D.C. Opportunity Scholarship Program Is Accountable—to Parents
By Rachel Sheffield

The D.C. Opportunity Scholarship Program (DCOSP) has helped hundreds of D.C. schoolchildren leave underperforming public schools to attend schools of their parents’ choice. As The Washington Post reported Sunday about the school voucher program:

In the District, it’s clear that vouchers have provided many children with an education at well-established private schools that otherwise would have been out of reach, and their parents rave about the opportunity.

Interestingly, although the Post’s editorial page has time and again praised DCOSP—defending the scholarship program for low-income families from the Obama Administration’s defunding drive last year—the newsroom suddenly appears bent on branding the scholarship program as “unaccountable.” Sunday’s front-page story loses sight of the big picture and focuses on alleged shortcomings at a couple of the participating private schools.
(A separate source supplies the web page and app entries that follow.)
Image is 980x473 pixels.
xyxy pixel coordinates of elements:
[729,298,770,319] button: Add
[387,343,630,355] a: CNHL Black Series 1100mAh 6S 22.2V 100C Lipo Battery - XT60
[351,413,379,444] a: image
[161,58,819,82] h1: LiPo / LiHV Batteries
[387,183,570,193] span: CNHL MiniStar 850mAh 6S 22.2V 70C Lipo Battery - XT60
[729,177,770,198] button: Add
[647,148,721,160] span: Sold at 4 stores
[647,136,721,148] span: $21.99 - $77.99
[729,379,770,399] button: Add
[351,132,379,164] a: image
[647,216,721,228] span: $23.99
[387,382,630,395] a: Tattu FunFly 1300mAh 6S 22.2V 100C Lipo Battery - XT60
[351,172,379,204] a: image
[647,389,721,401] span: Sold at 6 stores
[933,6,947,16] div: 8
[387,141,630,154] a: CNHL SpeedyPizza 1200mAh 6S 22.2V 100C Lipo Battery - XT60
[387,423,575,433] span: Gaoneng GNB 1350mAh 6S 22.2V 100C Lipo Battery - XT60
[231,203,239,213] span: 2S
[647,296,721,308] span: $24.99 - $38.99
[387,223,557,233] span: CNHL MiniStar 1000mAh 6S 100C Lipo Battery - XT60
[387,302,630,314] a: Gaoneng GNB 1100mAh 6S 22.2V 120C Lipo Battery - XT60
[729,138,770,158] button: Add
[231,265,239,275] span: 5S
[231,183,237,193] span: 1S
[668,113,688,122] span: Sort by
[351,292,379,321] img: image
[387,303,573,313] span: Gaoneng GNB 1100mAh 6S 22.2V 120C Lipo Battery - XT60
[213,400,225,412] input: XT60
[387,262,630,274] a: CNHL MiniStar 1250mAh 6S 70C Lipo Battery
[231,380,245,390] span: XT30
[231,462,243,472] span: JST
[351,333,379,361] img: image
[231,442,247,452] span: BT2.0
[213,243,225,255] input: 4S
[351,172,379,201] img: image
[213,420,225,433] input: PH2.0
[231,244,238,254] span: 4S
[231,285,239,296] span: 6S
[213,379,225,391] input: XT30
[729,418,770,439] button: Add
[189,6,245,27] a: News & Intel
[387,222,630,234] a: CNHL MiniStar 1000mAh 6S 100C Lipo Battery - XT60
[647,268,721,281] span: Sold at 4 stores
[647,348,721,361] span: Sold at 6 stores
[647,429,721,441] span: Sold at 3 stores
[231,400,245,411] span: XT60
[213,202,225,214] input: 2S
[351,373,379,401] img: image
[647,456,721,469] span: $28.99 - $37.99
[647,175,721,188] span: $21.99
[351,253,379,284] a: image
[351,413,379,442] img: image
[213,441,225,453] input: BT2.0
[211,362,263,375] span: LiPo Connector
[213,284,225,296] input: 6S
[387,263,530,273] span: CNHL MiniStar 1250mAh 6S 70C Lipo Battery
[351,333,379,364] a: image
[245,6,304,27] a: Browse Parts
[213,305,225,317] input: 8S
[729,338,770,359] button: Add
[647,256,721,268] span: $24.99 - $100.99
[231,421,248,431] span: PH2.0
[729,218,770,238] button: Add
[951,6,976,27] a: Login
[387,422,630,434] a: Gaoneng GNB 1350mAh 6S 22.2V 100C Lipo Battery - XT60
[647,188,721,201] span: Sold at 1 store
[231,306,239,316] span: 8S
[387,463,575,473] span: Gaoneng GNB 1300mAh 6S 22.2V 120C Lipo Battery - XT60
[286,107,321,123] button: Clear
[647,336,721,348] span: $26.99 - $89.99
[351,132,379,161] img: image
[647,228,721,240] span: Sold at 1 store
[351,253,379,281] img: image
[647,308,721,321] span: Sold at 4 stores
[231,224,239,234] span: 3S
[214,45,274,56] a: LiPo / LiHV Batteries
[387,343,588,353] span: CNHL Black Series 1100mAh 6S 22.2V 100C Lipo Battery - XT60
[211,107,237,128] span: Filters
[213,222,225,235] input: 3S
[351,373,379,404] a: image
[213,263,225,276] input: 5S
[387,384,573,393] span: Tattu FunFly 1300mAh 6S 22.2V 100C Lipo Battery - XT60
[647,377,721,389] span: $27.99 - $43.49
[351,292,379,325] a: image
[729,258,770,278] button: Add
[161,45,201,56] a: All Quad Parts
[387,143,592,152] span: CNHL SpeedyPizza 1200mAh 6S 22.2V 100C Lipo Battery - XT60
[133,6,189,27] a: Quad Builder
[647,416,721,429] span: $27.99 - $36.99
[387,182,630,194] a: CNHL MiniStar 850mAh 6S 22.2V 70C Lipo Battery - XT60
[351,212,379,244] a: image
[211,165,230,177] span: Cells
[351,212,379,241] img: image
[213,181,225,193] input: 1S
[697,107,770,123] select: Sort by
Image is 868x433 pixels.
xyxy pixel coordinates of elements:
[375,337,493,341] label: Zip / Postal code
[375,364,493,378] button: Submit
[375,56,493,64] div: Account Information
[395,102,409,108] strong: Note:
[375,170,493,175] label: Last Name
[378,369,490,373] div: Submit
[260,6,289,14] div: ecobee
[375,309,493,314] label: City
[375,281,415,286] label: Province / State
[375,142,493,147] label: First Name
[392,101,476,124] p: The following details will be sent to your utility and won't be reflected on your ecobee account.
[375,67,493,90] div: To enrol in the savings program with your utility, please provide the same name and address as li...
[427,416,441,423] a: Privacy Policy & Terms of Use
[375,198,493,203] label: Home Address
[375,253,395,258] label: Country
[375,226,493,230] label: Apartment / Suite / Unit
These schools, the great majority of which are highly regarded Catholic programs, are arguably held to a higher level of accountability exactly because parents are empowered with choice. If a school isn’t meeting a student’s needs—and yes, there will be those schools that do not—parents can choose not to enroll their children.


What To
Watch
More Education Spending Doesn’t Mean Higher Achievement

No surprise: increased education spending doesn’t generally mean higher student achievement. But some states spend a lot more for a lot less, while other states, like Florida, provide a strong example of effective reforms.

Number of the Week

89 Percent
of D.C. Opportunity Scholarship students that graduated in 2010 and 2011 went on to college.
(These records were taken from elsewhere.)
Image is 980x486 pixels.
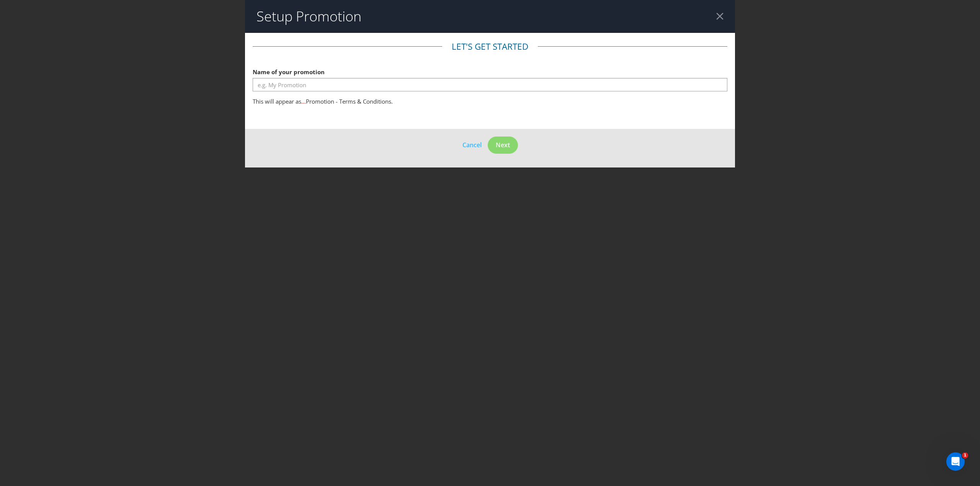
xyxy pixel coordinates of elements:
[306,97,393,105] span: Promotion - Terms & Conditions.
[252,78,728,92] input: e.g. My Promotion
[257,8,362,24] h2: Setup Promotion
[252,97,301,105] span: This will appear as
[442,41,538,53] legend: Let's get started
[252,68,324,75] span: Name of your promotion
[462,140,482,150] button: Cancel
[301,97,306,105] span: ...
[463,141,482,149] span: Cancel
[488,137,518,154] button: Next
[496,141,510,149] span: Next
[962,452,968,459] span: 1
[946,452,964,471] iframe: Intercom live chat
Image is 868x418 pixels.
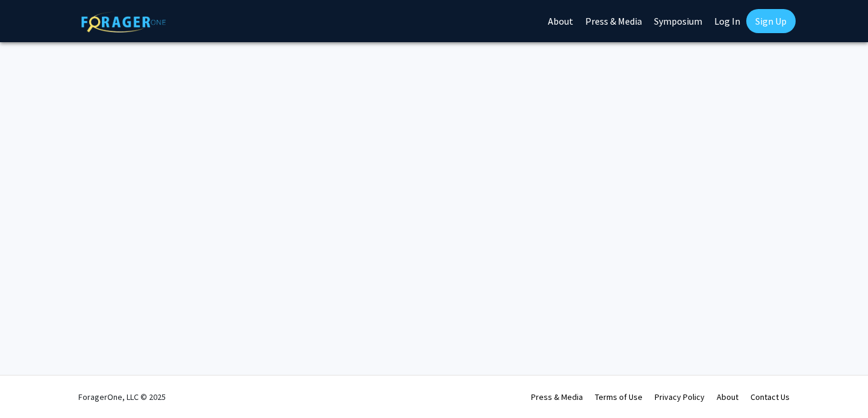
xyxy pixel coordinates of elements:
a: Contact Us [750,391,790,402]
a: Privacy Policy [654,391,704,402]
a: Press & Media [531,391,583,402]
img: ForagerOne Logo [81,11,165,33]
a: Sign Up [746,9,796,33]
div: ForagerOne, LLC © 2025 [78,376,165,418]
a: Terms of Use [595,391,642,402]
a: About [716,391,738,402]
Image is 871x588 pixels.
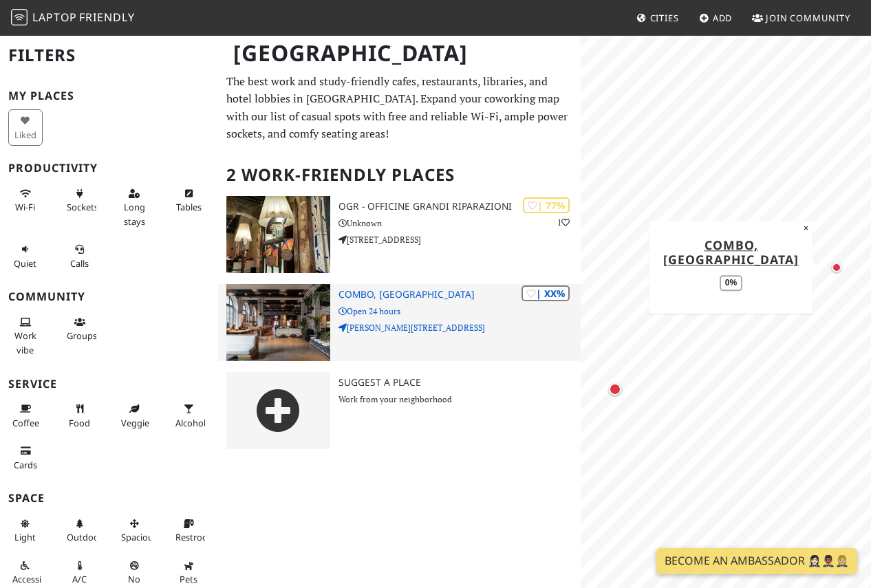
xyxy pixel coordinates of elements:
div: 0% [719,275,742,291]
button: Restroom [171,513,205,549]
p: Open 24 hours [338,304,581,318]
h3: OGR - Officine Grandi Riparazioni [338,200,581,213]
p: Work from your neighborhood [338,392,581,406]
span: Quiet [13,257,36,269]
span: Veggie [121,416,149,429]
p: The best work and study-friendly cafes, restaurants, libraries, and hotel lobbies in [GEOGRAPHIC_... [226,73,573,143]
button: Calls [63,238,97,274]
span: People working [14,329,36,355]
span: Stable Wi-Fi [15,200,35,213]
span: Video/audio calls [70,257,89,269]
span: Pet friendly [180,573,198,585]
button: Spacious [117,513,151,549]
button: Long stays [117,182,151,232]
button: Tables [171,182,205,219]
a: Combo, [GEOGRAPHIC_DATA] [663,237,798,267]
span: Outdoor area [67,531,102,543]
button: Light [9,513,43,549]
h1: [GEOGRAPHIC_DATA] [223,34,579,73]
button: Work vibe [9,311,43,361]
span: Coffee [12,416,39,429]
button: Outdoor [63,513,97,549]
button: Sockets [63,182,97,219]
button: Quiet [9,238,43,274]
span: Join Community [766,11,850,24]
span: Accessible [12,573,53,585]
span: Natural light [14,531,35,543]
span: Restroom [176,531,216,543]
h3: Combo, [GEOGRAPHIC_DATA] [338,289,581,301]
span: Add [712,11,733,24]
span: Laptop [32,10,77,25]
h3: Productivity [9,161,210,175]
button: Groups [63,311,97,347]
p: [PERSON_NAME][STREET_ADDRESS] [338,321,581,334]
button: Wi-Fi [9,182,43,219]
h3: My Places [9,90,210,102]
img: gray-place-d2bdb4477600e061c01bd816cc0f2ef0cfcb1ca9e3ad78868dd16fb2af073a21.png [226,372,330,449]
a: Join Community [746,6,856,31]
img: OGR - Officine Grandi Riparazioni [226,196,330,273]
span: Group tables [67,329,97,342]
h3: Service [9,377,210,390]
div: Map marker [828,260,844,276]
span: Spacious [121,531,158,543]
a: LaptopFriendly LaptopFriendly [11,6,135,31]
button: Alcohol [171,397,205,433]
span: Alcohol [176,416,205,429]
span: Work-friendly tables [176,200,202,213]
h3: Suggest a Place [338,377,581,388]
span: Credit cards [13,458,37,471]
p: [STREET_ADDRESS] [338,233,581,246]
div: | XX% [521,285,569,301]
div: | 77% [522,198,569,213]
a: OGR - Officine Grandi Riparazioni | 77% 1 OGR - Officine Grandi Riparazioni Unknown [STREET_ADDRESS] [218,196,582,273]
button: Veggie [117,397,151,433]
a: Cities [630,6,685,31]
h2: Filters [9,34,210,76]
span: Friendly [79,10,134,25]
span: Air conditioned [73,573,87,585]
a: Add [693,6,738,31]
button: Coffee [9,397,43,433]
img: LaptopFriendly [11,9,28,26]
span: Food [69,416,90,429]
button: Cards [9,439,43,475]
p: Unknown [338,217,581,230]
span: Cities [650,11,679,24]
p: 1 [557,216,569,229]
a: Combo, Torino | XX% Combo, [GEOGRAPHIC_DATA] Open 24 hours [PERSON_NAME][STREET_ADDRESS] [218,284,582,361]
div: Map marker [606,380,624,398]
span: Power sockets [67,200,98,213]
button: Food [63,397,97,433]
h3: Space [9,492,210,505]
img: Combo, Torino [226,284,330,361]
a: Suggest a Place Work from your neighborhood [218,372,582,449]
button: Close popup [799,220,813,236]
h2: 2 Work-Friendly Places [226,154,573,196]
span: Long stays [124,200,145,227]
h3: Community [9,290,210,304]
91 percent of DCOSP students graduate from high school, compared to only 70 percent of their peers from similar backgrounds and compared to the national average high school graduation rate of only 75 percent.
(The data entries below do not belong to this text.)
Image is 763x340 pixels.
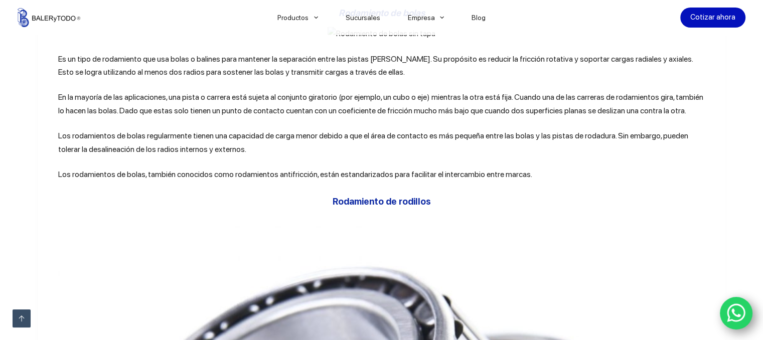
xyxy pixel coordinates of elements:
a: Cotizar ahora [680,8,745,28]
p: Los rodamientos de bolas, también conocidos como rodamientos antifricción, están estandarizados p... [58,168,705,181]
a: WhatsApp [720,297,753,330]
strong: Rodamiento de rodillos [332,196,430,207]
p: En la mayoría de las aplicaciones, una pista o carrera está sujeta al conjunto giratorio (por eje... [58,91,705,117]
img: Balerytodo [18,8,80,27]
a: Ir arriba [13,309,31,327]
p: Los rodamientos de bolas regularmente tienen una capacidad de carga menor debido a que el área de... [58,129,705,156]
p: Es un tipo de rodamiento que usa bolas o balines para mantener la separación entre las pistas [PE... [58,53,705,79]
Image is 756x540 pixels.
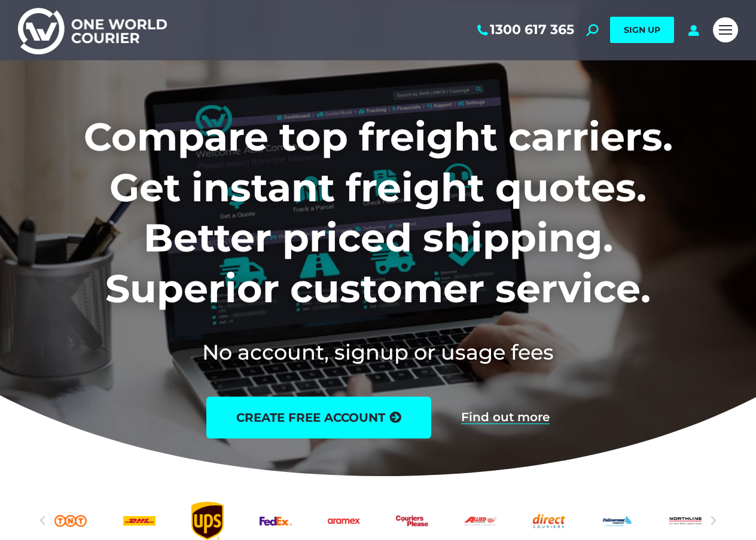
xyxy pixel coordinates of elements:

See Parental Satisfaction & Program Fact Sheet: D.C. Opportunity Scholarship Program 2011-12 and D.C. Voucher Students: Higher Graduation Rates and Other Positive Outcomes
  Quote of the Week
“School choice recognizes that schools are not all the same any more than students are. Certain students get more from the particular strengths of certain schools. Public education should focus on our society’s basic responsibility to educate each child wherever their individual needs are best met be it at a private, public, charter or community school.”

-–Jeff Eiser, principal at St. Clement School in St. Bernard, OH
Don’t Miss

Forbes: How Khan Academy Is Reinventing Education

Kahn Academy is revolutionizing education through online learning, and “has rapidly become the largest school in the world, at 10 million students strong,” reports Forbes.